Denisova cave, after which the Denisovans are named. Image Credit: CC BY-SA 4.0 Cheburgenator
The unexpected find represents the first ever evidence of Denisovans outside of Denisova Cave in Siberia.
Thought to have separated from our own lineage up to 750,000 years ago, the Denisovans shared a common origin with Neanderthals and may have lived alongside them for thousands of years.
The first evidence of their existence was found in the form of a fossil finger and other fragments unearthed in a Siberian cave nine years ago and now - thanks to a chance discovery by a monk - scientists have identified a Denisovan jawbone dating back 160,000 years.
According to reports, the bone was originally found by a Buddhist monk in 1980 who gave it to the 6th Gung-Thang Living Buddha who in turn passed it along to Lanzhou University.
The find is particularly important because it is the first evidence of the Denisovans outside of the cave in which the original fossil fragments were found.
It also indicates that these extinct hominins had readily adapted to the harsh low-oxygen environment of the Tibetan Plateau and were most likely the first ever to live there.
"I'm very excited - we have a Denisovan that's somewhere else than Denisova," said paleoanthropologist Bence Viola from the University of Toronto.
"We'd known about Denisovans for 10 years and hadn't found them anywhere else."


→ **TASK DETAILS**
Below are the records; count how many of their lines carry "ylabel" and give only the number.

◆ ◆ ◆ ◆ ◆ ◆ ◆

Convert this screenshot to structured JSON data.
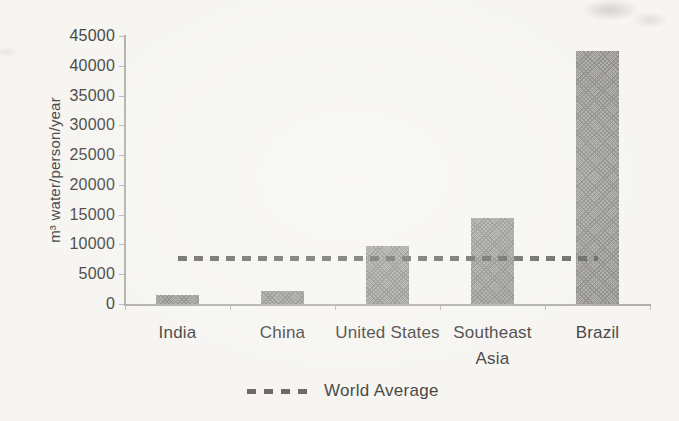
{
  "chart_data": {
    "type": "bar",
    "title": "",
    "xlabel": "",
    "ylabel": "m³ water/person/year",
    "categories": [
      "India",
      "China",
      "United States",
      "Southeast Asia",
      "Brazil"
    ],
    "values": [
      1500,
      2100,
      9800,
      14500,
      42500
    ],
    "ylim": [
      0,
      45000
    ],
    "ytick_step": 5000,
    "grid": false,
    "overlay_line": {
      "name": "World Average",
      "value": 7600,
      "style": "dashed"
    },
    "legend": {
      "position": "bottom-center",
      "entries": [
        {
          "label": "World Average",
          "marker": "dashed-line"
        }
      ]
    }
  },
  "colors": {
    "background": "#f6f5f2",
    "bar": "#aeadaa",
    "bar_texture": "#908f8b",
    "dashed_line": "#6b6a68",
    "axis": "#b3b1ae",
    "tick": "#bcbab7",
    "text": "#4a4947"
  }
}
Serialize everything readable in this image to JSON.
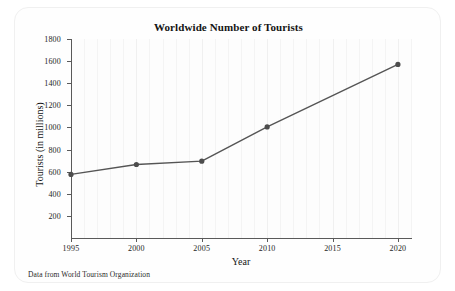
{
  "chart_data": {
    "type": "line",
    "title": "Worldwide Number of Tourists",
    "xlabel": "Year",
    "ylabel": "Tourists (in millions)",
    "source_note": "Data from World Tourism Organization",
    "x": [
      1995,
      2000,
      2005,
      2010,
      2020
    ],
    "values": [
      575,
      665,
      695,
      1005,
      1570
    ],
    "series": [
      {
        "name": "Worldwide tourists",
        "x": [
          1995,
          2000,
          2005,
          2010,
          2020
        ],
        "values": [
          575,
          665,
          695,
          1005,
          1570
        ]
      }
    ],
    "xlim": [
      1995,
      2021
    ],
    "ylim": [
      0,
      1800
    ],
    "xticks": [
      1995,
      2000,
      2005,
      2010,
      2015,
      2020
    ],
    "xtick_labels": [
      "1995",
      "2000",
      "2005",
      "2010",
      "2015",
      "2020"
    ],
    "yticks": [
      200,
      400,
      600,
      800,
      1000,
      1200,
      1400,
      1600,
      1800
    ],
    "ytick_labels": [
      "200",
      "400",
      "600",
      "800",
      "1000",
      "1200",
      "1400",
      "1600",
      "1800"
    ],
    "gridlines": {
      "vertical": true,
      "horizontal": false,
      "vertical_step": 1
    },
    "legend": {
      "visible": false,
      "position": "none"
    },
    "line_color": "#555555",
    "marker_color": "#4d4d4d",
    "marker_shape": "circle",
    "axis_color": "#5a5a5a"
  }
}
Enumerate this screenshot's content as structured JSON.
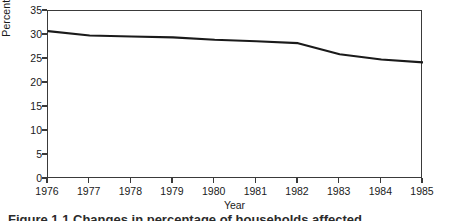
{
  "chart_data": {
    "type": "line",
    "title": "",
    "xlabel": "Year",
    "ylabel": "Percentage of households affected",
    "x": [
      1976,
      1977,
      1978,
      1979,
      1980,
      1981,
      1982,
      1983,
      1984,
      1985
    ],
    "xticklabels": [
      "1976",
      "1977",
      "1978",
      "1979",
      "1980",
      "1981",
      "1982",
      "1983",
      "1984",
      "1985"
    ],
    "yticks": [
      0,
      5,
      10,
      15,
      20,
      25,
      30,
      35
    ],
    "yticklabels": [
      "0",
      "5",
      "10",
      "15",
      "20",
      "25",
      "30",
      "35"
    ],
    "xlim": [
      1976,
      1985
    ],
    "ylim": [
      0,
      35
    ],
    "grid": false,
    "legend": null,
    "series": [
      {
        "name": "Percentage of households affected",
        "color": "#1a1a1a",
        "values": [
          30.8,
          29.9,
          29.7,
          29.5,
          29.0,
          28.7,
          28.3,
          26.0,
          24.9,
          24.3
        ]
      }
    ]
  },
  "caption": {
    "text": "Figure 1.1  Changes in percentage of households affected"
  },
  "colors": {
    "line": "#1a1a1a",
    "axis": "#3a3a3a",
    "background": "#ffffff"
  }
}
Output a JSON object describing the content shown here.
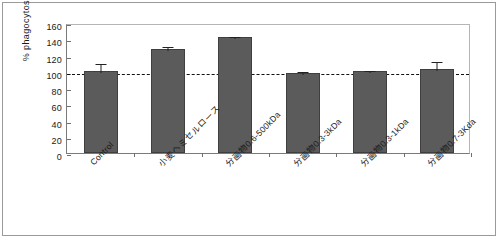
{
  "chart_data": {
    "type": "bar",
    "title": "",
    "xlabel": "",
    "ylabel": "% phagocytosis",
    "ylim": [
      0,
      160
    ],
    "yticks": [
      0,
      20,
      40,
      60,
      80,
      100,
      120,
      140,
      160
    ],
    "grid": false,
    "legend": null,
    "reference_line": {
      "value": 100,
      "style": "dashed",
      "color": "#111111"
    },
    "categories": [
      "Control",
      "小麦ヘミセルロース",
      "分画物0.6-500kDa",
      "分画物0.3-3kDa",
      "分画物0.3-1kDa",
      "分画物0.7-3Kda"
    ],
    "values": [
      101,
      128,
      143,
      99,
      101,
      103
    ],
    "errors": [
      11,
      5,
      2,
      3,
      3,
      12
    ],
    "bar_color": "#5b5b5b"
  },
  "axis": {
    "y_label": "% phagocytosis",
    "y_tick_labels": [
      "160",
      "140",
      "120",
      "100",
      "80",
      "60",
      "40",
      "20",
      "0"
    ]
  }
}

◆ ◆ ◆ ◆ ◆ ◆ ◆

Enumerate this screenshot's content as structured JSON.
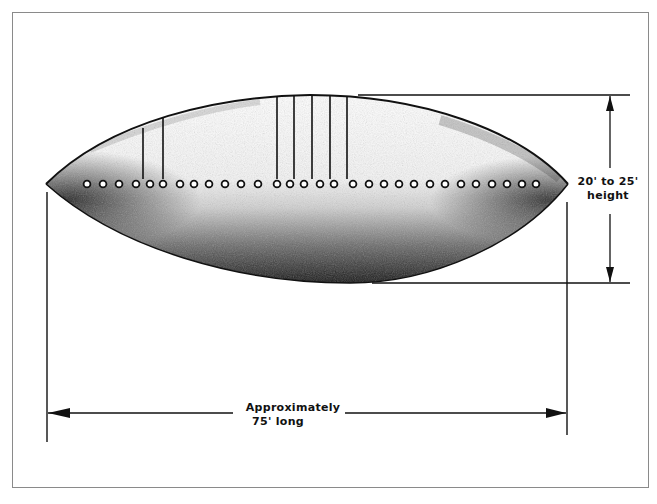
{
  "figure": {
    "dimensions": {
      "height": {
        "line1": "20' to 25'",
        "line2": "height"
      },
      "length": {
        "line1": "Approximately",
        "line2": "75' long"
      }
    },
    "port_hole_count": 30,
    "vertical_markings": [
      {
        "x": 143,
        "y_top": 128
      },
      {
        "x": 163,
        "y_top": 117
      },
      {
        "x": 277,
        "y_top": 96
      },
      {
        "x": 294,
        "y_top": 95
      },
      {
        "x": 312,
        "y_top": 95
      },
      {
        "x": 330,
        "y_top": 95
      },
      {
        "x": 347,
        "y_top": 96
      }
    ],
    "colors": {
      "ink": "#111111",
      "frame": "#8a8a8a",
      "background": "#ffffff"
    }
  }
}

◆ ◆ ◆ ◆ ◆ ◆ ◆

→ **ANSWER AREA**
4